Starting point is 00:03:32 Everyone but you, Bill. He said how you stayed the same happy-go-lucky guy that you were when you arrived in Vietnam. How your warmth and friendliness drew the guys to you. How your lieutenant gave you the nickname of Spanky. And soon your group, Jim included, were all known as Spanky's gang. How when you died, it made it so much harder on them. For you were their moral support. And he said how you, of all people, should never have been the one to die.
Starting point is 00:04:18 How it hurts to write this. But I must face it and then put it to rest. I know that after Jim talked to me, he must have... have relifted all over again and suffered so before I hung up the phone I told Jim I loved him loved him for just being your close friend and for sharing the last days of your life with you and for being there with you when you died how lucky you were to have him for a friend and how lucky he was to have had you there that same day I received a phone call from a mother in Billings, Montana. She had lost her daughter, her only child,
Starting point is 00:05:29 a year ago. She needed someone to talk to, for no one would let her talk about the tragedy. She said she had seen me on television on New Year's Eve after the Christmas letter I wrote to you and left that this memorial had drawn newspaper and television attention. She said she had been thinking about me all day and just had to talk to me. She talked to me of her pain. and seemingly needed me to help her with it. I cried with this heartbroken mother. And after I hung up the phone, I laid my head down and cried as hard for her.
Starting point is 00:06:17 Here was a mother calling me for help with her pain over the loss of her child, a grown daughter. And as I sobbed, I thought, how can I help her with her pain when I have never completely been able to cope with my own? They tell me the letters I write to you and leave here at this memorial are waking others up to the fact that there is still much pain left after all these years from the Vietnam War.

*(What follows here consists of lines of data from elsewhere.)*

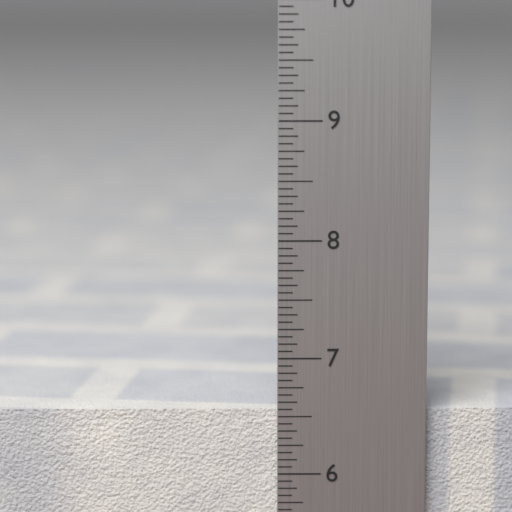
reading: 6.5625 in
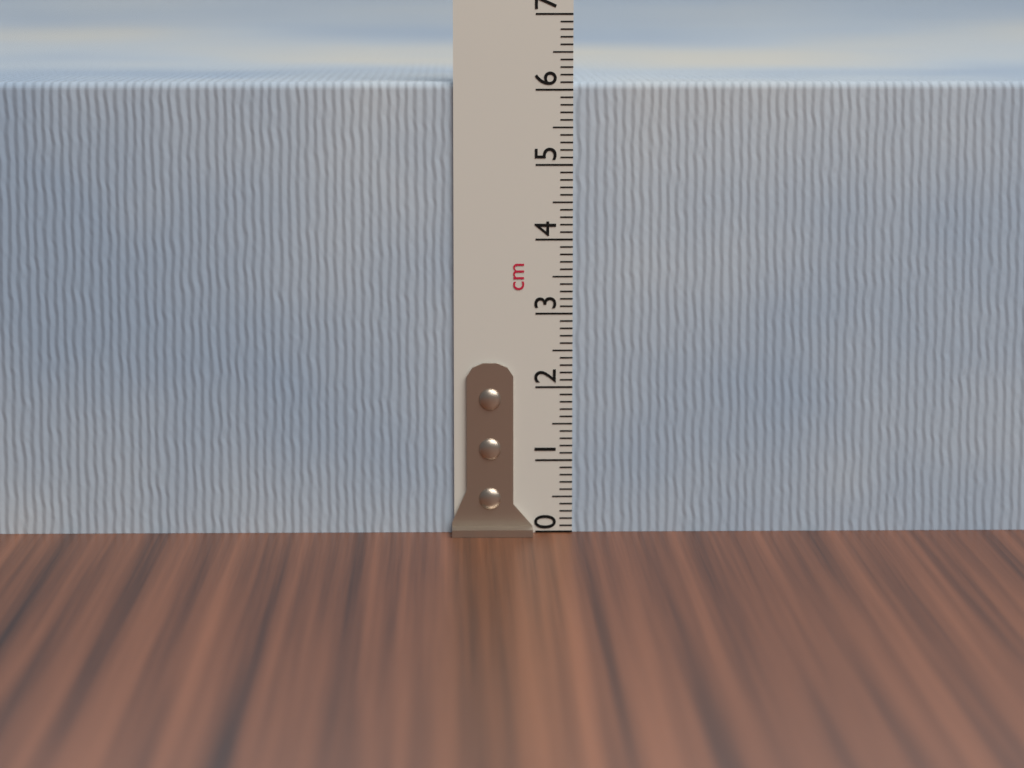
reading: 6.1 cm
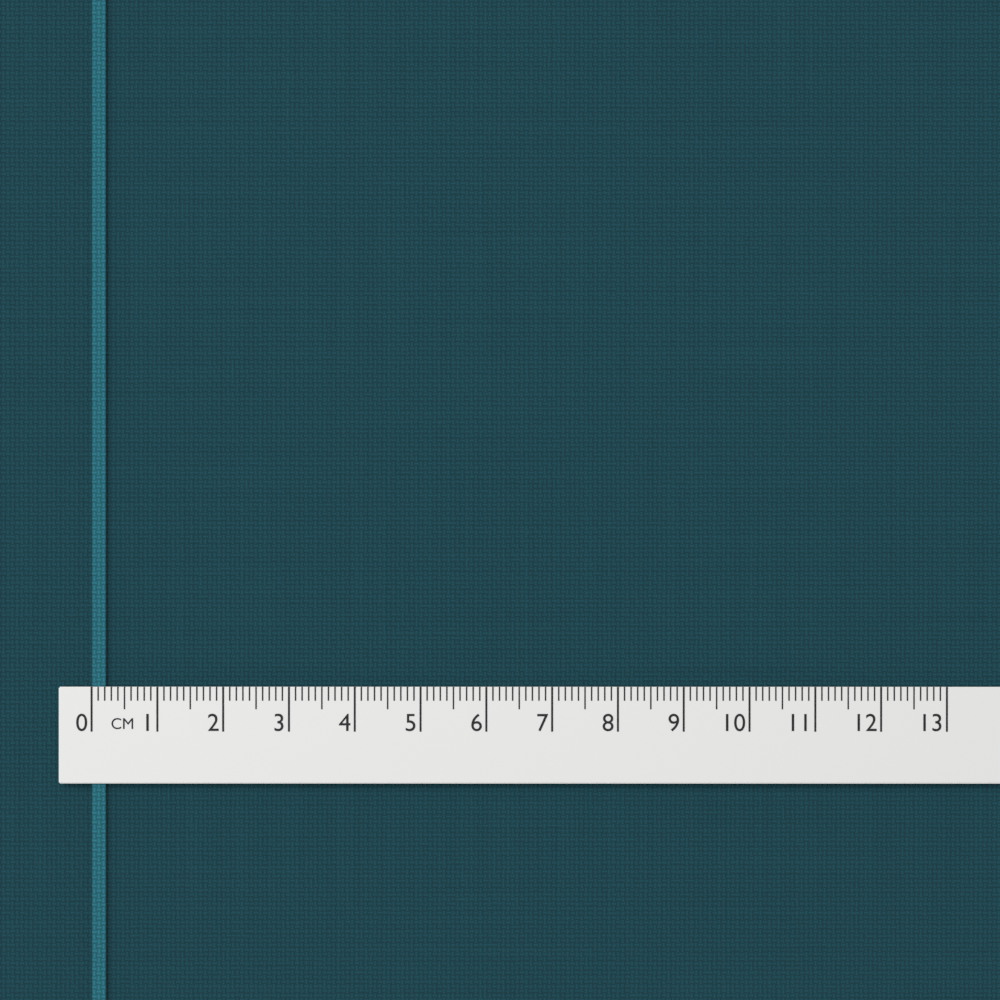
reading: 0.2 cm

Starting point is 00:06:48 But this I know, I would rather to have had you for 21 years and all the pain that goes with losing you than never to have had you. At all. That was a letter. Written by Mrs. Eleanor Wimbish, mother of Sergeant William R. Spanky Stocks. from Glenn Bernie, Maryland, who was killed in action in a helicopter crash in Vietnam on February 13th, 1969.

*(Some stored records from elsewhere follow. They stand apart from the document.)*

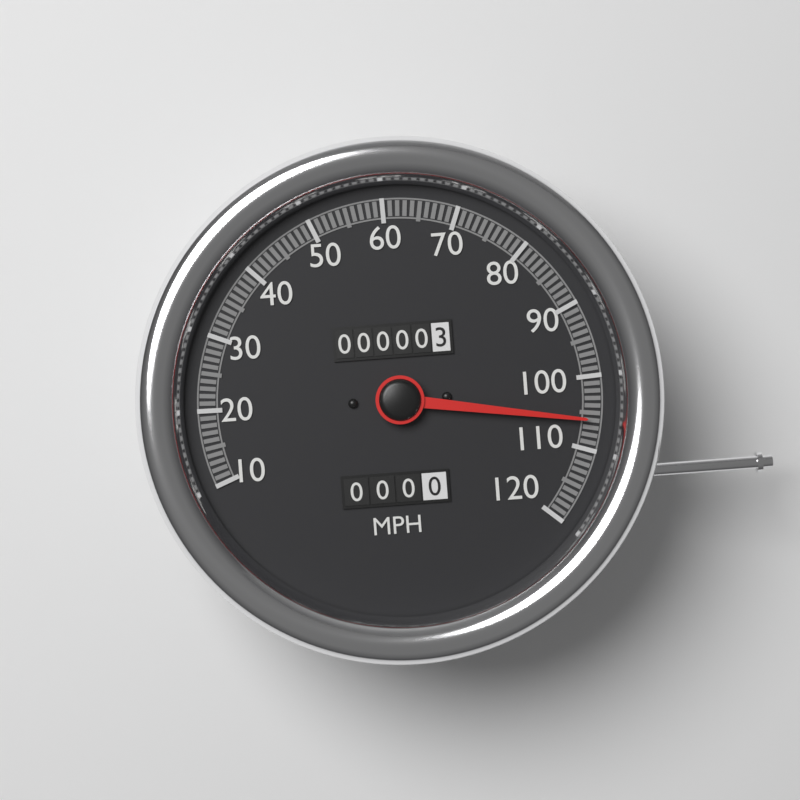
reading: 106 MPH
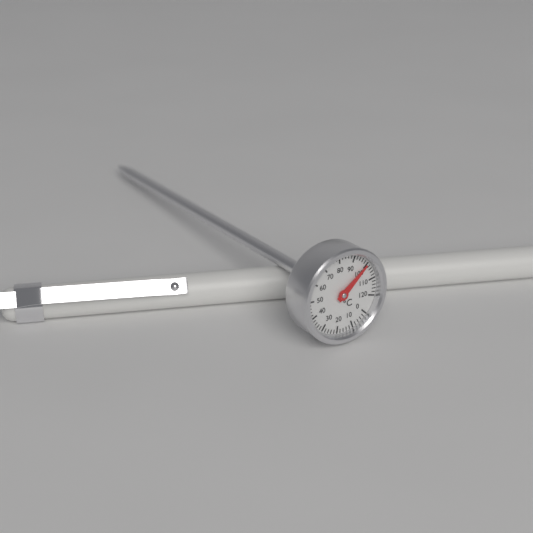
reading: 100 °C
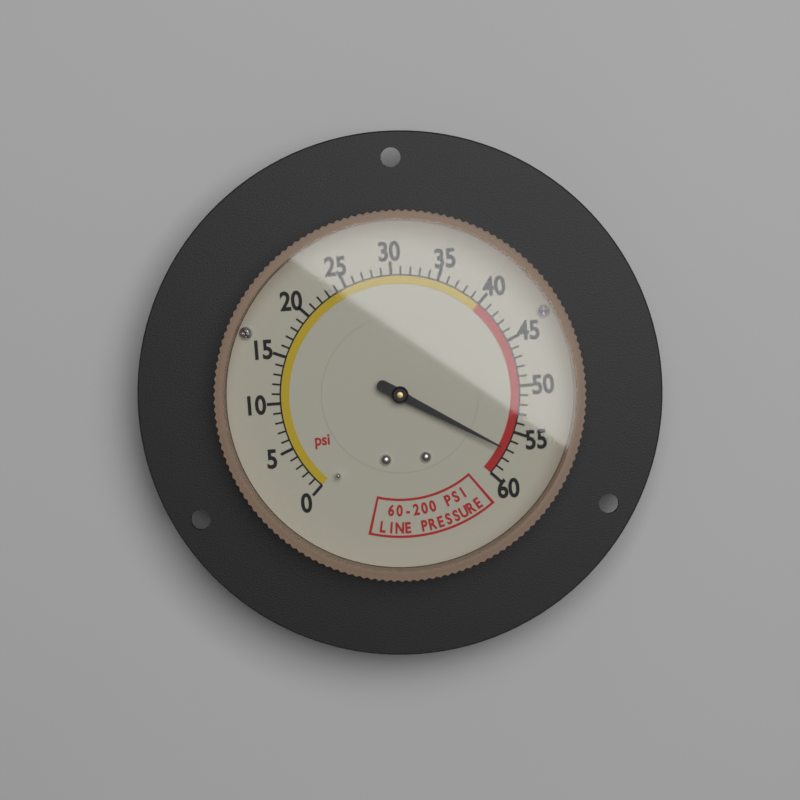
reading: 57 psi
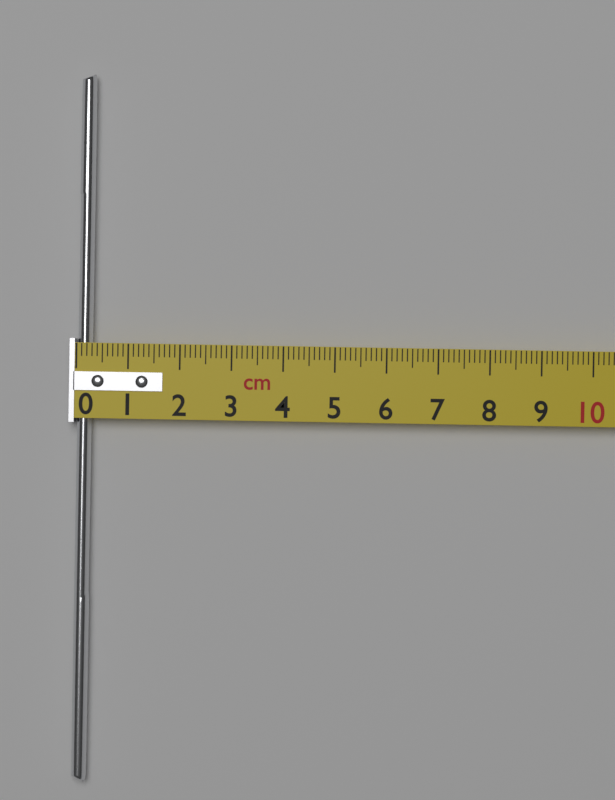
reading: 0.3 cm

Starting point is 00:07:47 It was one of many that she has written and places beneath panel 32 where his name is etched into the Vietnam Memorial Wall along with more than 58,000 other names of our fallen heroes. And I read an interview with Mrs. Wimbish from 1990. And in that interview, she said, when my son died, I wrote my pledge. I said, I will not now or ever let people forget.
Starting point is 00:08:45 Mrs. Wimbish and her son, Bill Spankystocks, this holiday season, let us all remember. the service and supreme sacrifice of so many let us learn some important lessons from mrs wimbish and from her son from mrs wimbish we learn to be thankful for what we have had even if it is lost and even if that loss causes pain still and from her son bill we can learn that even in the face of horror and death our warmth and our friendliness and that that warmth and friendliness can guide and support others bolster the spirit of those around you by simply smiling as we celebrate the holidays let us be thankful for what we have and like sergeant william Bill Spanky stocks.
Starting point is 00:10:36 Merry Christmas.